Powell acknowledged uncertainty about the trend’s durability. "So as to how sustainable it is, I don’t know. Most of the consumption does happen by people who have more means. The top third accounts for way more than a third of the consumption, for example. So it’s a good question how sustainable that is."
He went on to explain that part of the Fed’s concern—raised during a separate discussion about the labor market—is that job growth may be weaker than the figures currently suggest. Powell said the Fed had been "partially flying blind" on employment data because the government shutdown prevented the Bureau of Labor Statistics from conducting its surveys for two months.

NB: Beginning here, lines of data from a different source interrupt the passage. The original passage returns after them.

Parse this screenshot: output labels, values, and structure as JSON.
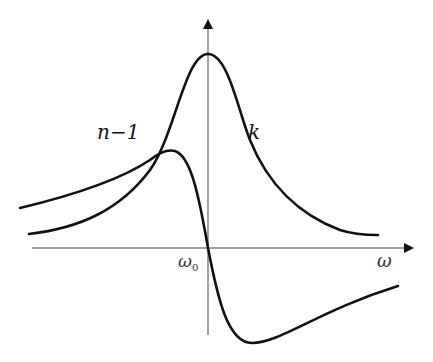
{
  "diagram": {
    "type": "resonance curves (absorption and dispersion)",
    "axes": {
      "x_label": "ω",
      "x_tick_label": "ω",
      "x_tick_sub": "0",
      "y_axis": "vertical arrow at ω0, unlabeled"
    },
    "curves": [
      {
        "id": "k",
        "label": "k",
        "shape": "Lorentzian absorption peak centered at ω0"
      },
      {
        "id": "n-1",
        "label": "n−1",
        "shape": "dispersion curve: maximum left of ω0, zero at ω0, minimum right of ω0"
      }
    ],
    "colors": {
      "line": "#111111",
      "axis": "#444444",
      "background": "#ffffff"
    }
  }
}
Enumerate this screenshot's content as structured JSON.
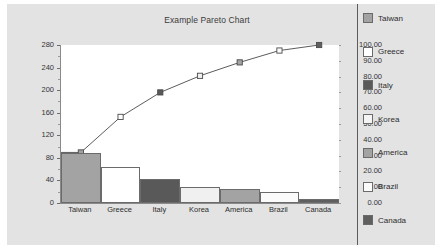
{
  "chart_data": {
    "type": "bar",
    "title": "Example Pareto Chart",
    "xlabel": "",
    "ylabel": "",
    "grid": false,
    "legend_position": "right",
    "categories": [
      "Taiwan",
      "Greece",
      "Italy",
      "Korea",
      "America",
      "Brazil",
      "Canada"
    ],
    "series": [
      {
        "name": "Count",
        "type": "bar",
        "axis": "left",
        "values": [
          89,
          63,
          43,
          29,
          24,
          20,
          7
        ]
      },
      {
        "name": "Cumulative %",
        "type": "line",
        "axis": "right",
        "values": [
          32.0,
          54.5,
          70.0,
          80.5,
          89.0,
          96.5,
          100.0
        ]
      }
    ],
    "left_axis": {
      "min": 0,
      "max": 280,
      "step": 40,
      "tick_labels": [
        "0",
        "40",
        "80",
        "120",
        "160",
        "200",
        "240",
        "280"
      ]
    },
    "right_axis": {
      "min": 0,
      "max": 100,
      "step": 10,
      "tick_labels": [
        "0.00",
        "10.00",
        "20.00",
        "30.00",
        "40.00",
        "50.00",
        "60.00",
        "70.00",
        "80.00",
        "90.00",
        "100.00"
      ]
    },
    "colors": {
      "Taiwan": "#a3a3a3",
      "Greece": "#ffffff",
      "Italy": "#595959",
      "Korea": "#f0f0f0",
      "America": "#a3a3a3",
      "Brazil": "#fbfbfb",
      "Canada": "#5f5f5f",
      "line": "#4a4a4a",
      "plot_background": "#ffffff",
      "chart_background": "#e3e3e3",
      "axis": "#8a8a8a"
    }
  },
  "legend": {
    "items": [
      {
        "label": "Taiwan",
        "color": "#a3a3a3"
      },
      {
        "label": "Greece",
        "color": "#ffffff"
      },
      {
        "label": "Italy",
        "color": "#595959"
      },
      {
        "label": "Korea",
        "color": "#f4f4f4"
      },
      {
        "label": "America",
        "color": "#a3a3a3"
      },
      {
        "label": "Brazil",
        "color": "#fbfbfb"
      },
      {
        "label": "Canada",
        "color": "#5f5f5f"
      }
    ]
  }
}
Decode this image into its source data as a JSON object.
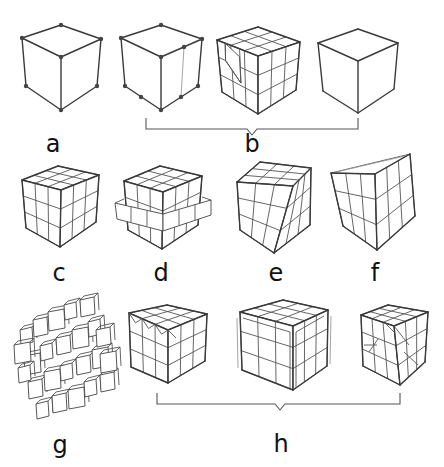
{
  "figure": {
    "background": "#ffffff",
    "line_color": "#3a3a3a",
    "panels": [
      {
        "id": "a",
        "label": "a",
        "label_pos": [
          53,
          152
        ],
        "description": "cube wireframe with 8 vertex points"
      },
      {
        "id": "b1",
        "group": "b",
        "description": "cube wireframe with extra vertices and inserted edge"
      },
      {
        "id": "b2",
        "group": "b",
        "description": "3x3 subdivided cube with diagonal cut on left face"
      },
      {
        "id": "b3",
        "group": "b",
        "description": "plain cube outline"
      },
      {
        "id": "c",
        "label": "c",
        "label_pos": [
          59,
          281
        ],
        "description": "3x3x3 grid cube"
      },
      {
        "id": "d",
        "label": "d",
        "label_pos": [
          161,
          281
        ],
        "description": "cube with protruding middle layer"
      },
      {
        "id": "e",
        "label": "e",
        "label_pos": [
          276,
          281
        ],
        "description": "twisted / deformed grid cube"
      },
      {
        "id": "f",
        "label": "f",
        "label_pos": [
          375,
          281
        ],
        "description": "tapered grid cube"
      },
      {
        "id": "g",
        "label": "g",
        "label_pos": [
          60,
          453
        ],
        "description": "exploded cubelets"
      },
      {
        "id": "h1",
        "group": "h",
        "description": "grid cube with triangular top edge cuts"
      },
      {
        "id": "h2",
        "group": "h",
        "description": "bevelled grid cube"
      },
      {
        "id": "h3",
        "group": "h",
        "description": "grid cube with chamfered corner and diagonal edges"
      }
    ],
    "groups": [
      {
        "id": "b",
        "label": "b",
        "label_pos": [
          252,
          152
        ],
        "bracket": {
          "x1": 146,
          "x2": 358,
          "y_top": 118,
          "y": 129,
          "notch_x": 252,
          "notch_depth": 6
        }
      },
      {
        "id": "h",
        "label": "h",
        "label_pos": [
          281,
          452
        ],
        "bracket": {
          "x1": 157,
          "x2": 400,
          "y_top": 393,
          "y": 404,
          "notch_x": 280,
          "notch_depth": 6
        }
      }
    ]
  }
}
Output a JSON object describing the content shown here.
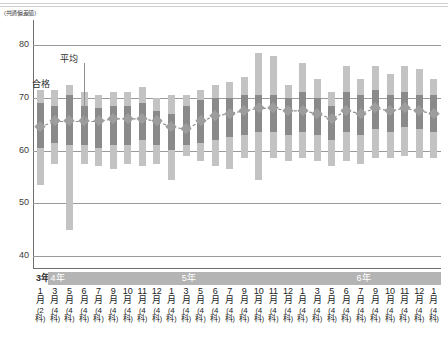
{
  "axis_unit_label": "(共通偏差値)",
  "annotations": [
    {
      "name": "pass-label",
      "text": "合格"
    },
    {
      "name": "average-label",
      "text": "平均"
    }
  ],
  "colors": {
    "range_bar": "#c3c3c3",
    "core_bar": "#8a8a8a",
    "marker": "#9d9d9d",
    "gridline": "#9a9a9a",
    "axis": "#6e6e6e",
    "year_band": "#b4b4b4"
  },
  "year_bands": [
    {
      "label": "3年",
      "start": 0,
      "end": 1
    },
    {
      "label": "4年",
      "start": 1,
      "end": 10
    },
    {
      "label": "5年",
      "start": 10,
      "end": 22
    },
    {
      "label": "6年",
      "start": 22,
      "end": 28
    }
  ],
  "chart_data": {
    "type": "bar",
    "title": "",
    "xlabel": "",
    "ylabel": "(共通偏差値)",
    "ylim": [
      36,
      82
    ],
    "yticks": [
      40,
      50,
      60,
      70,
      80
    ],
    "grid": true,
    "legend_position": "inline-annotation",
    "categories": [
      "3年1月(2科)",
      "4年3月(4科)",
      "4年5月(4科)",
      "4年6月(4科)",
      "4年7月(4科)",
      "4年9月(4科)",
      "4年10月(4科)",
      "4年11月(4科)",
      "4年12月(4科)",
      "5年1月(4科)",
      "5年3月(4科)",
      "5年5月(4科)",
      "5年6月(4科)",
      "5年7月(4科)",
      "5年9月(4科)",
      "5年10月(4科)",
      "5年11月(4科)",
      "5年12月(4科)",
      "6年1月(4科)",
      "6年3月(4科)",
      "6年5月(4科)",
      "6年6月(4科)",
      "6年7月(4科)",
      "6年9月(4科)",
      "6年10月(4科)",
      "6年11月(4科)",
      "6年12月(4科)",
      "6年1月(4科)"
    ],
    "month_labels": [
      {
        "month": "1",
        "subjects": "2"
      },
      {
        "month": "3",
        "subjects": "4"
      },
      {
        "month": "5",
        "subjects": "4"
      },
      {
        "month": "6",
        "subjects": "4"
      },
      {
        "month": "7",
        "subjects": "4"
      },
      {
        "month": "9",
        "subjects": "4"
      },
      {
        "month": "10",
        "subjects": "4"
      },
      {
        "month": "11",
        "subjects": "4"
      },
      {
        "month": "12",
        "subjects": "4"
      },
      {
        "month": "1",
        "subjects": "4"
      },
      {
        "month": "3",
        "subjects": "4"
      },
      {
        "month": "5",
        "subjects": "4"
      },
      {
        "month": "6",
        "subjects": "4"
      },
      {
        "month": "7",
        "subjects": "4"
      },
      {
        "month": "9",
        "subjects": "4"
      },
      {
        "month": "10",
        "subjects": "4"
      },
      {
        "month": "11",
        "subjects": "4"
      },
      {
        "month": "12",
        "subjects": "4"
      },
      {
        "month": "1",
        "subjects": "4"
      },
      {
        "month": "3",
        "subjects": "4"
      },
      {
        "month": "5",
        "subjects": "4"
      },
      {
        "month": "6",
        "subjects": "4"
      },
      {
        "month": "7",
        "subjects": "4"
      },
      {
        "month": "9",
        "subjects": "4"
      },
      {
        "month": "10",
        "subjects": "4"
      },
      {
        "month": "11",
        "subjects": "4"
      },
      {
        "month": "12",
        "subjects": "4"
      },
      {
        "month": "1",
        "subjects": "4"
      },
      {
        "month": "3",
        "subjects": "4"
      },
      {
        "month": "5",
        "subjects": "4"
      },
      {
        "month": "6",
        "subjects": "4"
      }
    ],
    "month_unit": "月",
    "subject_unit": "科",
    "series": [
      {
        "name": "範囲 (range)",
        "key": "range_high",
        "values": [
          71.5,
          71.5,
          72.5,
          71.0,
          70.5,
          71.0,
          71.0,
          72.0,
          70.0,
          70.5,
          70.5,
          71.5,
          72.5,
          73.0,
          74.0,
          78.5,
          78.0,
          72.5,
          76.5,
          73.5,
          71.0,
          76.0,
          73.5,
          76.0,
          74.5,
          76.0,
          75.5,
          73.5
        ]
      },
      {
        "name": "範囲 (range)",
        "key": "range_low",
        "values": [
          53.5,
          57.5,
          45.0,
          57.5,
          57.0,
          56.5,
          57.5,
          57.0,
          57.5,
          54.5,
          59.0,
          58.0,
          57.0,
          56.5,
          58.5,
          54.5,
          58.5,
          58.0,
          58.5,
          58.0,
          57.0,
          58.0,
          57.5,
          58.5,
          58.5,
          59.0,
          58.5,
          58.5
        ]
      },
      {
        "name": "合格帯 (core high)",
        "key": "core_high",
        "values": [
          69.0,
          68.5,
          70.5,
          68.5,
          68.0,
          68.5,
          68.5,
          69.0,
          67.5,
          67.0,
          68.5,
          69.5,
          70.0,
          70.0,
          70.5,
          70.5,
          70.5,
          70.0,
          71.0,
          70.0,
          68.5,
          71.0,
          70.5,
          71.5,
          70.5,
          71.0,
          70.5,
          70.5
        ]
      },
      {
        "name": "合格帯 (core low)",
        "key": "core_low",
        "values": [
          60.5,
          61.5,
          61.0,
          61.0,
          60.5,
          61.0,
          61.0,
          62.0,
          61.0,
          60.0,
          61.0,
          61.5,
          62.0,
          62.5,
          63.0,
          63.5,
          63.5,
          63.0,
          63.5,
          63.0,
          62.0,
          63.5,
          63.0,
          64.0,
          63.5,
          64.5,
          64.0,
          63.5
        ]
      },
      {
        "name": "平均",
        "key": "average",
        "values": [
          64.5,
          65.5,
          65.5,
          65.5,
          65.5,
          66.0,
          66.0,
          66.0,
          65.5,
          64.5,
          64.0,
          65.5,
          66.5,
          67.0,
          67.5,
          68.0,
          68.0,
          67.5,
          67.5,
          67.0,
          66.0,
          67.5,
          67.0,
          68.0,
          67.5,
          68.0,
          67.5,
          67.0
        ]
      }
    ]
  }
}
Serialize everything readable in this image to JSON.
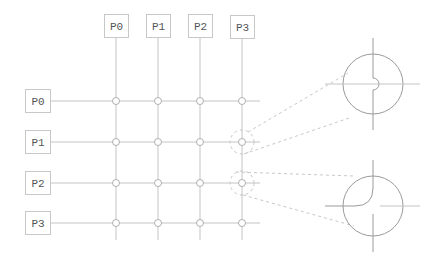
{
  "diagram": {
    "column_labels": [
      "P0",
      "P1",
      "P2",
      "P3"
    ],
    "row_labels": [
      "P0",
      "P1",
      "P2",
      "P3"
    ],
    "callouts": [
      {
        "name": "crossing-hop-detail",
        "source_row": "P1",
        "source_col": "P3"
      },
      {
        "name": "rounded-corner-detail",
        "source_row": "P2",
        "source_col": "P3"
      }
    ],
    "colors": {
      "line": "#c4c4c4",
      "detail_line": "#9a9a9a",
      "text": "#555555",
      "box_border": "#c8c8c8"
    }
  }
}
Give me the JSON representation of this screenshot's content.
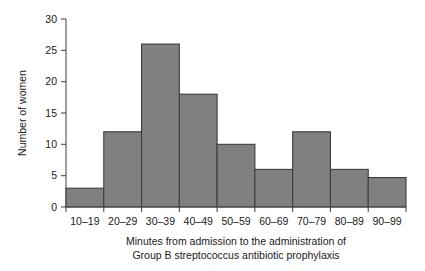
{
  "chart_data": {
    "type": "bar",
    "title": "",
    "subtitle": "",
    "xlabel_line1": "Minutes from admission to the administration of",
    "xlabel_line2": "Group B streptococcus antibiotic prophylaxis",
    "ylabel": "Number of women",
    "categories": [
      "10–19",
      "20–29",
      "30–39",
      "40–49",
      "50–59",
      "60–69",
      "70–79",
      "80–89",
      "90–99"
    ],
    "values": [
      3,
      12,
      26,
      18,
      10,
      6,
      12,
      6,
      4.7
    ],
    "ylim": [
      0,
      30
    ],
    "ytick_labels": [
      "0",
      "5",
      "10",
      "15",
      "20",
      "25",
      "30"
    ],
    "ytick_values": [
      0,
      5,
      10,
      15,
      20,
      25,
      30
    ],
    "grid": false,
    "legend": null,
    "bar_fill": "#808080",
    "bar_stroke": "#3d3d3d",
    "axis_color": "#4d4d4d"
  }
}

"So the data may be distorted and not just—not just sort of more volatile, but distorted. And that’s really because data was not collected in October and half of November," he said.
As a result, he warned, the available numbers may be overstating job creation, and the economy could instead be losing jobs. 
"Gradual cooling in the labor market has continued. Unemployment is now up three-tenths from June through September, payroll jobs averaging 40,000 per month since April. We think there’s an overstatement in these numbers by about 60,000, so that would be negative 20,000 per month. And also, just to point at one other thing, surveys of households and businesses both show declining supply and demand for workers," he said.
This week, the Fed lowered interest rates to a three-year low, with the benchmark rated dropping by a quarter point to a range of 3.5 to 3.75 percent, as widely expected on Wall Street. It was the third consecutive cut in borrowing costs.
President Donald Trump has called for the central bank to cut rates far more aggressively, while repeatedly criticizing Fed Chair Jay Powell. On Wednesday, he said the Fed’s interest rate cut should have been "at least double," while deriding the "deadhead Fed."
"This guy, the head of the Federal Reserve, is a stiff," Trump said, referring to Powell.